(Exercise data begins)

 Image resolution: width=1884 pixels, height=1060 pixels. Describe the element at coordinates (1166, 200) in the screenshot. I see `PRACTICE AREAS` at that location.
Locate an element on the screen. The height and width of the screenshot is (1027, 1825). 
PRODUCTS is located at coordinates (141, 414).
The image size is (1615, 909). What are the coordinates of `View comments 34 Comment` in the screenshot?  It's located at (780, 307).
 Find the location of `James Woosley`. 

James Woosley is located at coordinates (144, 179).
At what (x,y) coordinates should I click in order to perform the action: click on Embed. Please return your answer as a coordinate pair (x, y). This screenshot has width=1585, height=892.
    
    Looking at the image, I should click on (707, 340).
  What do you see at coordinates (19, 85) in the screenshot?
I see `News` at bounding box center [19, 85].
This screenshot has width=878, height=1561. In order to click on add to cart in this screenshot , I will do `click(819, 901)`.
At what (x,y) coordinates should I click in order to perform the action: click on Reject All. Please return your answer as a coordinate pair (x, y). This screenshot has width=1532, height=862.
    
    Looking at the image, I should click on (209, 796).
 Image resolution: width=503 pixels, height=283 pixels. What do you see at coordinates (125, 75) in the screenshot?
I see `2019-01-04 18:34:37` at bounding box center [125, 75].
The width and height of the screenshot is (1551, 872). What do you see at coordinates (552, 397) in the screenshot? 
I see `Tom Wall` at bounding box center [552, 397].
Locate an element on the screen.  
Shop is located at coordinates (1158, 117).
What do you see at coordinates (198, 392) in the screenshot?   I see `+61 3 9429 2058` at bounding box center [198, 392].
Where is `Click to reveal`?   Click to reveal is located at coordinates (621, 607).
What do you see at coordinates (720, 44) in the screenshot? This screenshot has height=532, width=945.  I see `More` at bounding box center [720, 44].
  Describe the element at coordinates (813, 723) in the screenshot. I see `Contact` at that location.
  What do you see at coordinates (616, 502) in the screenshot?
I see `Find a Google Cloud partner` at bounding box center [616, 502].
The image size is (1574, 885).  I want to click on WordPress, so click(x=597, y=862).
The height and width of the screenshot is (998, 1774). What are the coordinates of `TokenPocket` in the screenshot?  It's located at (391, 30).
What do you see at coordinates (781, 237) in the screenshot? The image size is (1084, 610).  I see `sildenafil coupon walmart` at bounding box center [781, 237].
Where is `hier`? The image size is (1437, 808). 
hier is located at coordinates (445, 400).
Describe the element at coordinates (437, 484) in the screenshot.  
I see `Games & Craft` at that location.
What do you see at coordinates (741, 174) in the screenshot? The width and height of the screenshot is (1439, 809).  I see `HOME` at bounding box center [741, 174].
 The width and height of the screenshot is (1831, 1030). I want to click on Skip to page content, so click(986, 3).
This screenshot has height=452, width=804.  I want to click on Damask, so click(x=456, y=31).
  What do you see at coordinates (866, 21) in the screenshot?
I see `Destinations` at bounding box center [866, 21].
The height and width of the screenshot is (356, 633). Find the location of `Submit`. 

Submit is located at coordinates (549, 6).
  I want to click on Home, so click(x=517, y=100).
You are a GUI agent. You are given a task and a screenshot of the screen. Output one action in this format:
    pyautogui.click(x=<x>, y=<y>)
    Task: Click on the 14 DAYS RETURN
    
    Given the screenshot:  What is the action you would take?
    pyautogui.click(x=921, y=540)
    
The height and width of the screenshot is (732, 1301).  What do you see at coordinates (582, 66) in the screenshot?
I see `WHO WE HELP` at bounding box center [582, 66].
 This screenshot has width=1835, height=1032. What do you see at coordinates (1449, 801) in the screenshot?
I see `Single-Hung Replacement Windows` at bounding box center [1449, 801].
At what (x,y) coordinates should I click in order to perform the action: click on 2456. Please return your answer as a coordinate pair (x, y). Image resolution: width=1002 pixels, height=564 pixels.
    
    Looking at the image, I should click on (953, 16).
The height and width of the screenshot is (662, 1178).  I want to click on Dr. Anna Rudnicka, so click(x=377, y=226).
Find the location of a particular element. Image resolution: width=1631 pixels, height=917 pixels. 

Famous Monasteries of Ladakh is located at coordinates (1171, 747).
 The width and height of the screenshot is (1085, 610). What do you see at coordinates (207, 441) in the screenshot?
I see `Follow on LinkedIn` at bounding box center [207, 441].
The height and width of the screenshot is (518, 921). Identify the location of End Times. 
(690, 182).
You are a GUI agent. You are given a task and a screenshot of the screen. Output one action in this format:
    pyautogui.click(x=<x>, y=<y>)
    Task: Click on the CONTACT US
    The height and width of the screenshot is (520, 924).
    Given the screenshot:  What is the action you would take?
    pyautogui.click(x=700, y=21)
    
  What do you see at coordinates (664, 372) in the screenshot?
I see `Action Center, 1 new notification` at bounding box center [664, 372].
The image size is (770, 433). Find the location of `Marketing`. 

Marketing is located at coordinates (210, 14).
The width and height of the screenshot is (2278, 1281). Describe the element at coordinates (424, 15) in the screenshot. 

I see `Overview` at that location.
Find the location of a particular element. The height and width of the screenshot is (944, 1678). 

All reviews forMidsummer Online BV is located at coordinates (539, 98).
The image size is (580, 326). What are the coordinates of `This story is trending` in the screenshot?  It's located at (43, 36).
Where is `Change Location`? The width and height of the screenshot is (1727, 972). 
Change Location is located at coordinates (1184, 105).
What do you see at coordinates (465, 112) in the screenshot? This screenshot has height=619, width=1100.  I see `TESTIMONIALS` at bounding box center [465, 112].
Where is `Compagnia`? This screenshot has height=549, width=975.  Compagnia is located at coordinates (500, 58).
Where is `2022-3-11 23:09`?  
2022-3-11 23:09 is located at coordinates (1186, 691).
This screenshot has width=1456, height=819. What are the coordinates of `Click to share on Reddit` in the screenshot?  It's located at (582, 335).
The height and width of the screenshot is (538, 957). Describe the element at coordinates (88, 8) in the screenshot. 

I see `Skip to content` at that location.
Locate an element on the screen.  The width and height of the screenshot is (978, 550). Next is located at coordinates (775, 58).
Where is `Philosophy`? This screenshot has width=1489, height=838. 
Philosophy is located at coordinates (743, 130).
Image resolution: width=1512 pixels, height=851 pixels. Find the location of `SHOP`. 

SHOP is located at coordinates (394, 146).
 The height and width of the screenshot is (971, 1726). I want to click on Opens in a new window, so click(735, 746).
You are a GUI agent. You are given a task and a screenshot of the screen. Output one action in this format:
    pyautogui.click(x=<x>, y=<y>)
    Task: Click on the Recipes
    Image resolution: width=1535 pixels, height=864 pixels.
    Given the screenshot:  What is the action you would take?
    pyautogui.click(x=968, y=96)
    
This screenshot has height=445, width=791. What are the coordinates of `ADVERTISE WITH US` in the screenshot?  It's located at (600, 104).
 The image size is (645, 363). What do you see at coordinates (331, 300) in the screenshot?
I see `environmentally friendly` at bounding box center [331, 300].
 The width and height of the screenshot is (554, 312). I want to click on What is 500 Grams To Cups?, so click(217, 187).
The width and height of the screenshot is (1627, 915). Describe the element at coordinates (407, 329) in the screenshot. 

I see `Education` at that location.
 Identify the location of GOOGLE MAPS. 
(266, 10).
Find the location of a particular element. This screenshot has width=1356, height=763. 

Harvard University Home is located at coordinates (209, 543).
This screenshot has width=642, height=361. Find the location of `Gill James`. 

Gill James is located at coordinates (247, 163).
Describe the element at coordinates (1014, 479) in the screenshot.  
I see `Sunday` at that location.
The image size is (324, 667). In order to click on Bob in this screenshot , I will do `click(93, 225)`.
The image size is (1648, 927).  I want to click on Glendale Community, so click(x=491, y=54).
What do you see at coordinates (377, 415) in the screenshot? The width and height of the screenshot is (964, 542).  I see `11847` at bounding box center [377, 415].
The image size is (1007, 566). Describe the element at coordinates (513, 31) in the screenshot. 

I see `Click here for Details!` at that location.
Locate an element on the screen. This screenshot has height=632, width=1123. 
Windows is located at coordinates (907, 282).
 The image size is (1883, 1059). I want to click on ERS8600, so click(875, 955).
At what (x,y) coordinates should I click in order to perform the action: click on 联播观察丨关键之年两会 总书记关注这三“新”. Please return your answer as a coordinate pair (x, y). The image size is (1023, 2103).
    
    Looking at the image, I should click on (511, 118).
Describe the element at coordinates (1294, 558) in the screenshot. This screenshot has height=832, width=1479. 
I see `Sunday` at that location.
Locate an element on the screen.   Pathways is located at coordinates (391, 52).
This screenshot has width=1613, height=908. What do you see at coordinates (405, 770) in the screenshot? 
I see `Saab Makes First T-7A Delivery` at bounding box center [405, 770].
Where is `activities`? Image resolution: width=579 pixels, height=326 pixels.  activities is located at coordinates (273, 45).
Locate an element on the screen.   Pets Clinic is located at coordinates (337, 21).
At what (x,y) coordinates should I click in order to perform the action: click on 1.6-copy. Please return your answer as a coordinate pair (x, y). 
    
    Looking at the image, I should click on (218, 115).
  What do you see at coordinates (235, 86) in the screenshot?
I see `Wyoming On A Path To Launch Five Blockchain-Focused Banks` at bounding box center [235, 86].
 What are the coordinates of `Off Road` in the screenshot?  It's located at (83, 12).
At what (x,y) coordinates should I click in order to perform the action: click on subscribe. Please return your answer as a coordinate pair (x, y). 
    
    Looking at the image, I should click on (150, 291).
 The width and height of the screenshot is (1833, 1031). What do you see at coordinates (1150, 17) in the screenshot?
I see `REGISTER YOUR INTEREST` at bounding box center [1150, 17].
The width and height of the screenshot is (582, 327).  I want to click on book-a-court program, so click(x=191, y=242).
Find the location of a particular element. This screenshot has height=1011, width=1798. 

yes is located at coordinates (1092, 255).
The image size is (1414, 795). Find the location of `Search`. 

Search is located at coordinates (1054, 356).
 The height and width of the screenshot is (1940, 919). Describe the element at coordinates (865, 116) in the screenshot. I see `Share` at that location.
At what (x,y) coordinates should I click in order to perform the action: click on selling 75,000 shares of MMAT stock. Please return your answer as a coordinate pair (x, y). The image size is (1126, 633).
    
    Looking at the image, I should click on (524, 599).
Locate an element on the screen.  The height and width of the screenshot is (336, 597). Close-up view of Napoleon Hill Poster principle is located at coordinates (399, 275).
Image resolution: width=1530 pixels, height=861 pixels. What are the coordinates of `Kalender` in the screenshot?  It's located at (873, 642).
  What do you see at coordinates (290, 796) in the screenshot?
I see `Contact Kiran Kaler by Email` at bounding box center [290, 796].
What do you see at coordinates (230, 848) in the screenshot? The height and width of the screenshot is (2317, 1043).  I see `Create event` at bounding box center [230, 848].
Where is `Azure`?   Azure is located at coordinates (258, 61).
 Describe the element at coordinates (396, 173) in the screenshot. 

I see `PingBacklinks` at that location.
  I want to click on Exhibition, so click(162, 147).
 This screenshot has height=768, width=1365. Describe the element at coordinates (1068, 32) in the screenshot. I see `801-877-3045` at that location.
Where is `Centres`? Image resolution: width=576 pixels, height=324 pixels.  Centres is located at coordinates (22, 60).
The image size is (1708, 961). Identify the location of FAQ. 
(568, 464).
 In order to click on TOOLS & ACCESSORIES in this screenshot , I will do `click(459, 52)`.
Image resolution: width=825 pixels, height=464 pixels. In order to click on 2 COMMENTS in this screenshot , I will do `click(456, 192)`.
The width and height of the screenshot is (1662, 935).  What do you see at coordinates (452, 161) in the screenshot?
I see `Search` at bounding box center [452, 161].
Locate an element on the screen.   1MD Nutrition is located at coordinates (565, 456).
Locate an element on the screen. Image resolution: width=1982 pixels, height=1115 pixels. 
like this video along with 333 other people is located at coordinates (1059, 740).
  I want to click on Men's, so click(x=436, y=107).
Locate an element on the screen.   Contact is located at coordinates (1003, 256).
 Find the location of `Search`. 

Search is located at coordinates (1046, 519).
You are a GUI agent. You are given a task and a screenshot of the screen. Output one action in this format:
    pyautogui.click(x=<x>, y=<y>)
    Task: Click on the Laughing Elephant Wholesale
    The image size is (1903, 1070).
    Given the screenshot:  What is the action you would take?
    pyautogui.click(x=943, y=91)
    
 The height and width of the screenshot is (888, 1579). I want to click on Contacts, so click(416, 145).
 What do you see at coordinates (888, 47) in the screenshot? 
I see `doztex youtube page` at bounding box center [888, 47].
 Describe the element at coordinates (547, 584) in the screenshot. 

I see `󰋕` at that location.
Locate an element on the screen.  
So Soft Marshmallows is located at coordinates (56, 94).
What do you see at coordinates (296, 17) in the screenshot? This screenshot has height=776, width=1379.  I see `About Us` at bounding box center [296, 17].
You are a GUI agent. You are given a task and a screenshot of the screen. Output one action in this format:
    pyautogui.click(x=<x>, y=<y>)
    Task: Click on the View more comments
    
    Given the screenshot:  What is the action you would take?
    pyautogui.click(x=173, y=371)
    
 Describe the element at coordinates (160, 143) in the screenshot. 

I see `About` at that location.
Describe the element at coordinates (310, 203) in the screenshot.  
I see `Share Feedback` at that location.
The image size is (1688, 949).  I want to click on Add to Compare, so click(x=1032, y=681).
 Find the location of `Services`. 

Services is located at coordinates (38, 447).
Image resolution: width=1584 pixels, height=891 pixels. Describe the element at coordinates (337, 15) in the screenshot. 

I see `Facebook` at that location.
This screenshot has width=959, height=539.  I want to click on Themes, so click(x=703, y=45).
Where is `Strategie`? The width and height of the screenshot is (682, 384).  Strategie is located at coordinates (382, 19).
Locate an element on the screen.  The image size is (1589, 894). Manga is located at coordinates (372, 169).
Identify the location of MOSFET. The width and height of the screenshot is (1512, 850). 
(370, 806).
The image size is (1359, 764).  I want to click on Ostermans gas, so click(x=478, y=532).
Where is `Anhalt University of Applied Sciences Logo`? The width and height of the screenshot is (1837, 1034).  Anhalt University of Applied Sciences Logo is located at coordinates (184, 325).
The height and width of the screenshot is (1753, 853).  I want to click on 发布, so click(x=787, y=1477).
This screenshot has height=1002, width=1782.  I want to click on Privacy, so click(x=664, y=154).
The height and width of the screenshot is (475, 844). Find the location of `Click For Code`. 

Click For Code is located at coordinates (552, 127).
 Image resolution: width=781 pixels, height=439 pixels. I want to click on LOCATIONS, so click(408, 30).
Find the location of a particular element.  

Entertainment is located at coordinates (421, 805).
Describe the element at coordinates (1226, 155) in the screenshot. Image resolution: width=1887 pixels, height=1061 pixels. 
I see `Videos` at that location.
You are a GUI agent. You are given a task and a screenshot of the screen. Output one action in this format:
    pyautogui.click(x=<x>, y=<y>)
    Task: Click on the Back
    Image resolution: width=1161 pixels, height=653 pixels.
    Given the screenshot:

(Exercise data ends)

Copy out all lines above holding "will".

● Finished exercise:
This screenshot has width=878, height=1561. In order to click on add to cart in this screenshot , I will do `click(819, 901)`.
The image size is (324, 667). In order to click on Bob in this screenshot , I will do `click(93, 225)`.
 In order to click on TOOLS & ACCESSORIES in this screenshot , I will do `click(459, 52)`.
Image resolution: width=825 pixels, height=464 pixels. In order to click on 2 COMMENTS in this screenshot , I will do `click(456, 192)`.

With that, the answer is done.